Industries
Scheduled maintenance blasting for production equipment, facility structural steel, and process vessels.
Manufacturing plants don't stop production for maintenance unless they have to. Blasting work in a live plant happens during planned downtime windows — shutdowns, scheduled turnarounds, or weekend maintenance windows when equipment is locked out and accessible. That means we need to be ready to mobilize fast, work efficiently, and be clear before the line comes back up.
Blasting Jack works with plant maintenance managers and facilities teams to plan and execute blasting scopes during downtime. Production equipment, overhead structural steel, tanks and process vessels, conveyor frames, dust collector housings — if it's steel and it needs surface prep, we can blast it in-place or where it sits. We run up to four simultaneous blast setups with 900 CFM air capacity to maximize what gets done in a limited window.
For plants where dust is a constraint near operating areas or sensitive equipment, we offer vapor/dustless blasting that suppresses airborne particles at the nozzle. Dry ice blasting is available for electrical enclosures, motors, and areas where no abrasive residue is acceptable.
Annual or seasonal shutdowns are the primary window for blast work inside a live plant. We coordinate with your maintenance schedule, mobilize during the window, and complete the scope before startup.
Press frames, machine bases, robotic work cells, and automated line components accumulate corrosion and coating failure over time. Blasting restores the surface for repainting and extends equipment life.
Building steel, crane runways, and overhead support structures inside manufacturing facilities corrode from the inside out — especially in humid, chemical, or salt-exposed environments. We blast overhead in-place.
Tanks, pressure vessels, and process equipment in manufacturing plants require periodic interior and exterior surface prep. We handle confined space tank blasting for interior linings.
Dust collector housings, exhaust ductwork, and ventilation systems corrode from both inside and outside. Surface prep extends coating life and keeps the systems operational longer between replacements.
New manufacturing facility steel and building additions require surface prep before protective coating systems are applied. We work with GC coating crews on new construction schedules.
Yes — that's the typical scenario for plant blasting work. We coordinate with your maintenance team to understand the window, scope what can realistically be completed, and mobilize accordingly. We're out before the line restarts.
We assess the work area and adjacent operations. For areas near running equipment or sensitive areas, vapor/dustless blasting suppresses airborne particles at the nozzle. Containment barriers and proper ventilation are part of our setup for enclosed plant environments.
Yes. Most plant blasting is done with equipment in place — we come to the work rather than moving the equipment. We work around fixed structures, overhead obstacles, and confined geometry.
Yes. Dry ice blasting is available for applications where no abrasive residue is acceptable — electrical enclosures, motor housings, control panels, food processing equipment. It cleans without leaving any secondary waste.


● **WHAT TO DO**: Scan the listing below for lines with "this" in them. Give their number and nothing more.

● **DATA EXCERPTS**:
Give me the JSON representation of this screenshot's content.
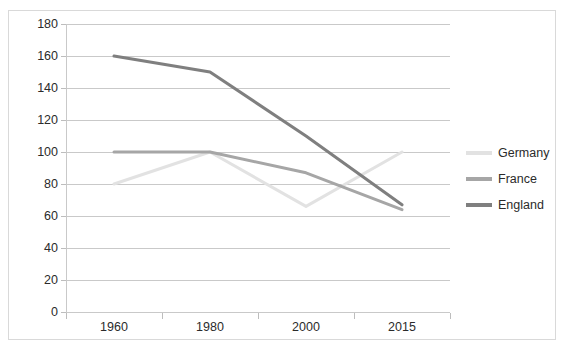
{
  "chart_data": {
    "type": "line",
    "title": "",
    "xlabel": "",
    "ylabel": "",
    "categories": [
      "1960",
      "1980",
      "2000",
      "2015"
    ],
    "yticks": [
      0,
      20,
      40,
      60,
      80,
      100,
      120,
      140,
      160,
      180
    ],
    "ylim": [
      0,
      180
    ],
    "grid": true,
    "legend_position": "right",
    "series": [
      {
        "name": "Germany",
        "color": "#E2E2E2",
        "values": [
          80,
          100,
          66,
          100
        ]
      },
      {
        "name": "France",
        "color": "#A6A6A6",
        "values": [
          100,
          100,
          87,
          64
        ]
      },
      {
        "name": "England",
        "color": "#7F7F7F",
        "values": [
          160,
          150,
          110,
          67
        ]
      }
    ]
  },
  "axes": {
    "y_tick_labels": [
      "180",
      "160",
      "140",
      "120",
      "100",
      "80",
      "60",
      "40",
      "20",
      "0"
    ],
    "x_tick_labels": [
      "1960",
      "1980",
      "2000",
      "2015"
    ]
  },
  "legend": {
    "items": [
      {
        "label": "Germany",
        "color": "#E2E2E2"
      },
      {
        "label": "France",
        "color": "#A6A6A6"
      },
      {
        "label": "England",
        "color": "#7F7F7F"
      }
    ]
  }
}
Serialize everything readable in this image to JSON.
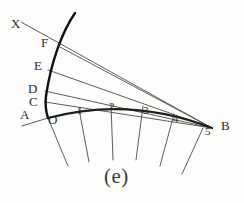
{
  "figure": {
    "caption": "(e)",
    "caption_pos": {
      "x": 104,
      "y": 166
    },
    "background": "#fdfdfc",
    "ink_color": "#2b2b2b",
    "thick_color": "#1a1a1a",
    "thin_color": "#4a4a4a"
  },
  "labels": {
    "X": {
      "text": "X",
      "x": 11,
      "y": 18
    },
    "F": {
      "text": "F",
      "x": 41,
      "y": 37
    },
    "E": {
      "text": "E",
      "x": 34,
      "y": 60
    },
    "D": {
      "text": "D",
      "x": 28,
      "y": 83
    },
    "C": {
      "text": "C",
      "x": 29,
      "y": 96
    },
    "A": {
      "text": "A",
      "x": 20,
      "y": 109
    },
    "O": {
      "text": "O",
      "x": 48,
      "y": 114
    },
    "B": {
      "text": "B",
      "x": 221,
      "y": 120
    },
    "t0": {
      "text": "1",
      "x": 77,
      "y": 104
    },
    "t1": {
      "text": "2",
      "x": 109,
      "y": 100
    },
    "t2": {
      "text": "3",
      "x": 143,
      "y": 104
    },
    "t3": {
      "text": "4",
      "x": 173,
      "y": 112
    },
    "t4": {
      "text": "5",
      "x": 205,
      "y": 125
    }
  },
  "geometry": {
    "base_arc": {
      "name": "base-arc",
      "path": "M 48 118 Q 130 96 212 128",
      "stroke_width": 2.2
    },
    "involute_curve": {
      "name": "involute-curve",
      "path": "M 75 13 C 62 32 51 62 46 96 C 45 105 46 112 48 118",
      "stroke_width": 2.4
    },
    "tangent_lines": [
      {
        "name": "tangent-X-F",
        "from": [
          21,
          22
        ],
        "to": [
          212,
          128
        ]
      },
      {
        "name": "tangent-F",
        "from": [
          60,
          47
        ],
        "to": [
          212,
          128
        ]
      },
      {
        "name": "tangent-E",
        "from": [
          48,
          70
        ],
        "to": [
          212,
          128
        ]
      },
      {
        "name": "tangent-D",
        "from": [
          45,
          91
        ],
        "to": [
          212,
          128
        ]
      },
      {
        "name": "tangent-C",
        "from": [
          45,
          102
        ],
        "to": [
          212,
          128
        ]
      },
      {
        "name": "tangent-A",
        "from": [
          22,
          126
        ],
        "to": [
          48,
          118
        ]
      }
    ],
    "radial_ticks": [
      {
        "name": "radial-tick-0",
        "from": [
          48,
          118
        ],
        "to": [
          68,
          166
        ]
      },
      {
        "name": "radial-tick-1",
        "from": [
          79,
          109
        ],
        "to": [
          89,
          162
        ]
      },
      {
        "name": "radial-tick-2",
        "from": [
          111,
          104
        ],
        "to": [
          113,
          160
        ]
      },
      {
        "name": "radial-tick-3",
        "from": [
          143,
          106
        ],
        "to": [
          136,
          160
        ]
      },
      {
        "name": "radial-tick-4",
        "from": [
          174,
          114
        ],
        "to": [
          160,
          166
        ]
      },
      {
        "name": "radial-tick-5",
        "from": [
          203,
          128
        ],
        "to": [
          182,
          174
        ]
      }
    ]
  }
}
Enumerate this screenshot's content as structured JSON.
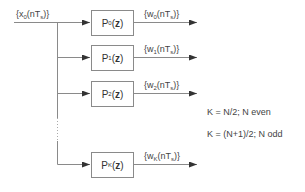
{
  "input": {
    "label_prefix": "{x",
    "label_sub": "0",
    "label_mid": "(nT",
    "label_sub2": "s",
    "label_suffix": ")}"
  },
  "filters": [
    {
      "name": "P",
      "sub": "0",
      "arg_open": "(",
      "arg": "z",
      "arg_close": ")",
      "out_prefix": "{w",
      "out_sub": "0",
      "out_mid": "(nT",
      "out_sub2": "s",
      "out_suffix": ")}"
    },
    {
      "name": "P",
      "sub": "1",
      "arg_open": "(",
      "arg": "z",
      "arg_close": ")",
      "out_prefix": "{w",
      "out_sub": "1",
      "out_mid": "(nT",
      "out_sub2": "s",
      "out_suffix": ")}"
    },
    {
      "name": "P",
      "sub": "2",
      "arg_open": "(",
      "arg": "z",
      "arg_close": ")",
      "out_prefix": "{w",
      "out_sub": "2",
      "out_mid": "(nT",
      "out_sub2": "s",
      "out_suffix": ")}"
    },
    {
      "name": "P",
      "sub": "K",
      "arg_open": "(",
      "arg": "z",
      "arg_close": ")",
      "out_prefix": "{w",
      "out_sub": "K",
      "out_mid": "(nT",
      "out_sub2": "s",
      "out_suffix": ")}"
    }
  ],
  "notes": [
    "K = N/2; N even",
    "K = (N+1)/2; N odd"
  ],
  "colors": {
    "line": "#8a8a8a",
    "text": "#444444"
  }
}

● **EXERCISE RESPONSE**: 3